2024-02-15 14:44:12
Time.news – In her native Spain, from 2013 to today, her books have sold over 1 million copies, while in Italy we know her thanks to ‘Quel che la mare hide’ (2022), and ‘The secret port’ (released in last year), both published by Ponte alle Grazie. On the occasion of the arrival in bookstores, again for Ponte alle Grazie, of ‘A place to go’, Time.news met Maria Oruña, the author who created the successful mystery cycle dedicated to the investigations of Civil Guard lieutenant Valentina Redondo.
What is ‘A Place to Go’ about?
It is a journey through time and to various countries, which starting from the mysterious discovery of the corpse of a woman in medieval clothes holding an ancient coin in her hand, enters the folds of the existence of a group of adventurous archaeologists and speleologists. Called to solve the mystery is Valentina Redondo.
The action is set in Cantabria and the crux of the plot is linked to speleology: did you use prehistoric caves – around 6,500 in that region – as a metaphor for an underground world?
The meaning of the book is implicit in the title. All the characters are searching, even internally, for a place to go, understood as a reason to wake up in the morning. When one of them realizes that he no longer has any, the tragic ending comes. In writing it was my intention to also push the reader to ask himself if he has a place to go, but in a positive and optimistic sense. I believe that each of us can find our place in the world.
The story follows multiple temporal planes and explores other countries in addition to Spain, including Germany, Mexico, India, Sri Lanka, Poland and Italy: is there a specific reason for this choice?
When I started interviewing speleologists and archaeologists for documentation, it was clear to me the importance of weaving a plot made up of places and characters with different origins and personal histories. The norm, in fact, is that the participants in the expeditions come from different nations or even continents. In the case of an Italian, for example, I chose Capri as his place of origin, so that the wealth of natural caves on that island would explain his impulse to try to unravel the mysteries of caves around the world.

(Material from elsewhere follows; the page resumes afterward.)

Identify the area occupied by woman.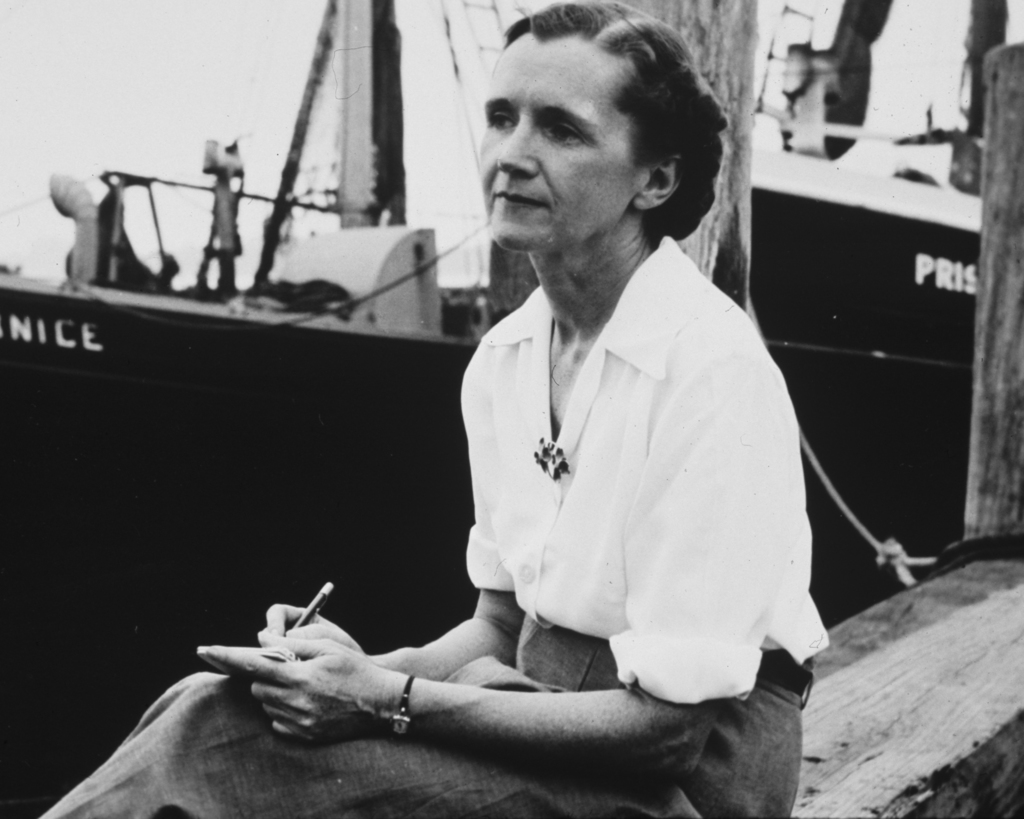
Area: [left=36, top=0, right=831, bottom=818].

Who are your reference authors?
I don’t have writers but favorite stories, it’s depending on the setting of the plot that I understand if I like a book. But obviously I love many authors, from Rosa Montero to Fred Vargas to Pierre Lemaitre, to the Italians Paolo Giordano, Donatella Di Piertantonio, Camilleri and Eco. I also read a lot of non-fiction, especially science and history.
Do you define yourself as a classic mystery writer or an author who tries to innovate the genre?
Noir is such a broad genre that it is difficult to define. Even if the basis of the classics, like Chandler, remains fundamental, anyone who tries their hand at it today finds himself innovating even if he doesn’t want to. I was formed in the twentieth and twenty-first centuries, therefore with different inspirations from the past. Furthermore, I don’t define myself as a writer of noir, but of mystery, who in her books combines different influences such as history, science, archeology and speleology.
With the investigations of the Civil Guard lieutenant Valentina Redondo you have created a saga: what in your opinion is the relationship between seriality and literature?
My case is different from others: each book deals with an independent mystery with its own themes, and can be said to be self-contained. This is why I need a lot of time for research every time. Six books by Valentina Redondo have been published in Spain and each one has its own narrative style: the first is an intimate historical one, the second, that is ‘A place to go’, is a scientific thriller, the third a gothic book, the fourth deals with a so-called enigma of the locked room – a la Agatha Christie -, the fifth is a domestic noir and the sixth an action thriller. It will be the last in the series, not because it has no more stories to tell, but because the genres are exhausted.